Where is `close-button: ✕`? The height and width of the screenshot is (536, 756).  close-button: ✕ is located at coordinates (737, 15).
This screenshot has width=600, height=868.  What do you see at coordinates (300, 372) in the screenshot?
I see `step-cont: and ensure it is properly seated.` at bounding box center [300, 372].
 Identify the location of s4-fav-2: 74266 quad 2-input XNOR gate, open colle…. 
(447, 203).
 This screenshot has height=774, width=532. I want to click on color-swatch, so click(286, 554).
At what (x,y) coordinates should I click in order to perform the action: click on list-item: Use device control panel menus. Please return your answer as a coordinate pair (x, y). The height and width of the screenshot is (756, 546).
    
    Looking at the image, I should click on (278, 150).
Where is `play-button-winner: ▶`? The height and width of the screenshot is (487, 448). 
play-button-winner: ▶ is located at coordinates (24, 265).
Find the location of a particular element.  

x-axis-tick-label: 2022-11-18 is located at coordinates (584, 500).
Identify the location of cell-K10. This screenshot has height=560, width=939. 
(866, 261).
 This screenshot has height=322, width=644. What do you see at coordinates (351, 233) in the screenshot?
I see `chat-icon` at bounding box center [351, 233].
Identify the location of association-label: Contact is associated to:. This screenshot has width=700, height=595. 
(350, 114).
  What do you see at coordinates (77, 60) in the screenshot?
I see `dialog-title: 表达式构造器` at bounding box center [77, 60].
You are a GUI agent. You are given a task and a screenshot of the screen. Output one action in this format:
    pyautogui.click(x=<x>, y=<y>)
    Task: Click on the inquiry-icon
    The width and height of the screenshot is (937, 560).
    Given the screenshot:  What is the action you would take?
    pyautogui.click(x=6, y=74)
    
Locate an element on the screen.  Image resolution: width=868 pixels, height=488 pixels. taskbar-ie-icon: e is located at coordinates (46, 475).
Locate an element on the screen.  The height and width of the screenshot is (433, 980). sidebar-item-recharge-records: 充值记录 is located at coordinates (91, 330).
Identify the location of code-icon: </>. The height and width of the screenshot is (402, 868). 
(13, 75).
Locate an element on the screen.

◇ ◇ ◇ ◇ ◇

GOAL OF THE EXERCISE: Copy out each entry exactly, leaving nothing out.

ANSWER TO THE EXERCISE:
Where is `close-button: ✕`? The height and width of the screenshot is (536, 756).  close-button: ✕ is located at coordinates (737, 15).
This screenshot has width=600, height=868.  What do you see at coordinates (300, 372) in the screenshot?
I see `step-cont: and ensure it is properly seated.` at bounding box center [300, 372].
 Identify the location of s4-fav-2: 74266 quad 2-input XNOR gate, open colle…. 
(447, 203).
 This screenshot has height=774, width=532. I want to click on color-swatch, so click(286, 554).
At what (x,y) coordinates should I click in order to perform the action: click on list-item: Use device control panel menus. Please return your answer as a coordinate pair (x, y). The height and width of the screenshot is (756, 546).
    
    Looking at the image, I should click on (278, 150).
Where is `play-button-winner: ▶`? The height and width of the screenshot is (487, 448). 
play-button-winner: ▶ is located at coordinates (24, 265).
Find the location of a particular element.  

x-axis-tick-label: 2022-11-18 is located at coordinates (584, 500).
Identify the location of cell-K10. This screenshot has height=560, width=939. 
(866, 261).
 This screenshot has height=322, width=644. What do you see at coordinates (351, 233) in the screenshot?
I see `chat-icon` at bounding box center [351, 233].
Identify the location of association-label: Contact is associated to:. This screenshot has width=700, height=595. 
(350, 114).
  What do you see at coordinates (77, 60) in the screenshot?
I see `dialog-title: 表达式构造器` at bounding box center [77, 60].
You are a GUI agent. You are given a task and a screenshot of the screen. Output one action in this format:
    pyautogui.click(x=<x>, y=<y>)
    Task: Click on the inquiry-icon
    The width and height of the screenshot is (937, 560).
    Given the screenshot:  What is the action you would take?
    pyautogui.click(x=6, y=74)
    
Locate an element on the screen.  Image resolution: width=868 pixels, height=488 pixels. taskbar-ie-icon: e is located at coordinates (46, 475).
Locate an element on the screen.  The height and width of the screenshot is (433, 980). sidebar-item-recharge-records: 充值记录 is located at coordinates (91, 330).
Identify the location of code-icon: </>. The height and width of the screenshot is (402, 868). 
(13, 75).
Locate an element on the screen.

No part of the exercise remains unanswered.